"What a shame!" Miss Hope exclaimed. "I love titles. Do you know what I've got? An album with the coats of arms of all sorts of families and another album with patterns of silk and brocade from each of the Queen of Italy's ball-dresses. Would you care to see it?"

"Very much indeed!" Cornélie laughed. "But I must put on my hat now."

She went and returned in a hat and cloak; the German ladies and Rudyard were waiting in the hall and asked what she was laughing at. She caused great merriment by telling them about the album with the patterns of the queen's ball-dresses.

"Who is he?" she asked the Baronin, as she walked in front with her, along the Via Sistina, while the Baronesse and Rudyard followed.

She thought the Baronin a charming person, but she was surprised to find, in this German woman, who belonged to the titled military class, a coldly cynical view of life which was not exactly that of her Berlin environment.

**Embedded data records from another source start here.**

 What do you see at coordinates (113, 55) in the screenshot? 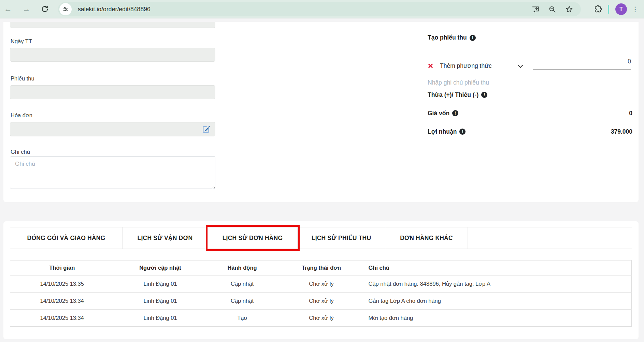
I see `ngay-tt-input` at bounding box center [113, 55].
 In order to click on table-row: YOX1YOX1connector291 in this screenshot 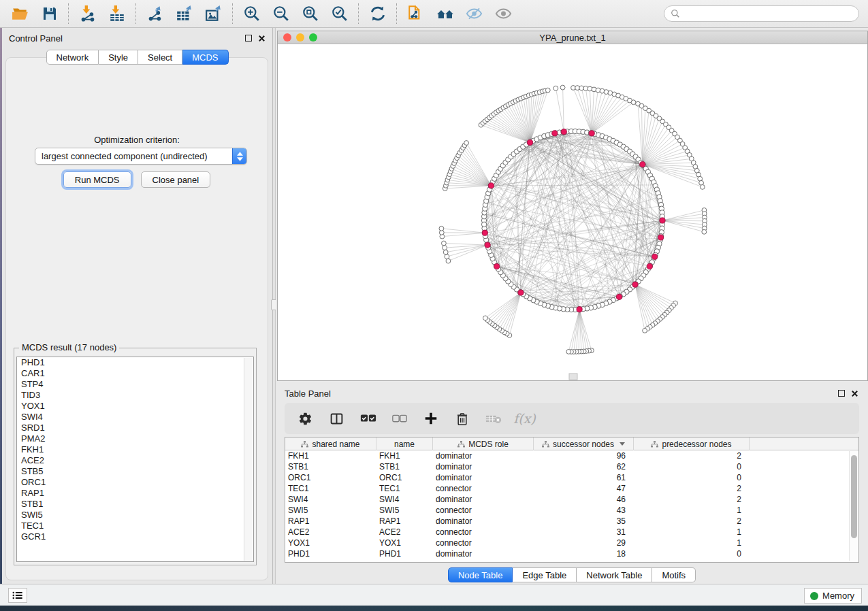, I will do `click(572, 543)`.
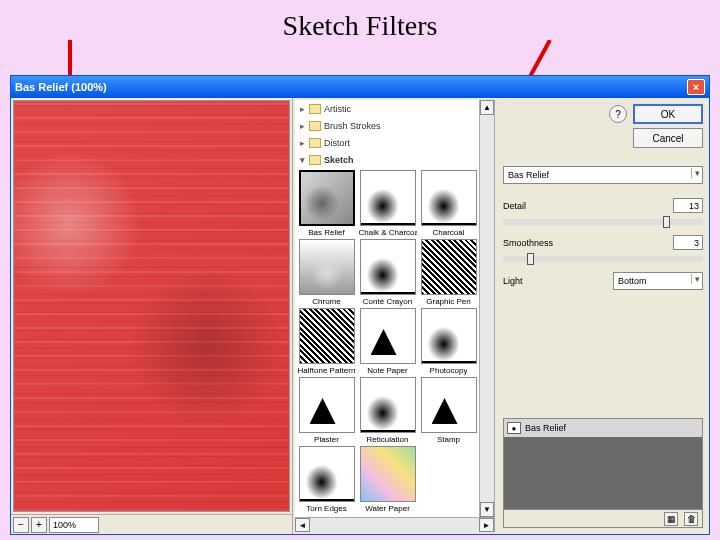 Image resolution: width=720 pixels, height=540 pixels. I want to click on detail-slider, so click(603, 222).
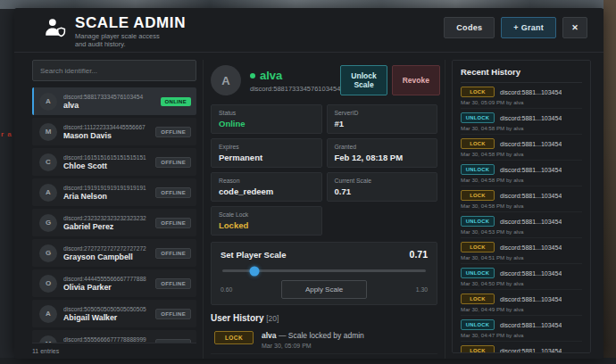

"I don't know," the Baronin answered, with an air of indifference. "We travel a great deal. We have no house in Berlin at present. We want to make the most of our stay abroad. Mr. Rudyard is very pleasant. He helps us in all sorts of ways: tickets for a papal mass, introductions here, invitations there. He seems to have plenty of influence. What do I care who or what he is! Else agrees with me. I accept what he gives us and for the rest I don't try to fathom him."

They walked on. The Baronin took Cornélie's arm.

"My dear child, don't think us more cynical than we are. I hardly know you, but I've felt somehow drawn towards you. Strange, isn't it, when one's abroad like this and has one's first talk at a table-d'hôte, over a skinny chicken? Don't think us shabby or cynical. Oh dear, perhaps we are! Our cosmopolitan, irresponsible, unsettled life makes us ungenerous, cynical and selfish. Very selfish. Rudyard shows us many kindnesses. Why should I not accept them? I don't care who or what he is. I am not committing myself in any way."

Cornélie looked round involuntarily. In the nearly dark street she saw Rudyard and the young Baronesse, almost whispering and mysteriously intimate:

"And does your daughter think so too?"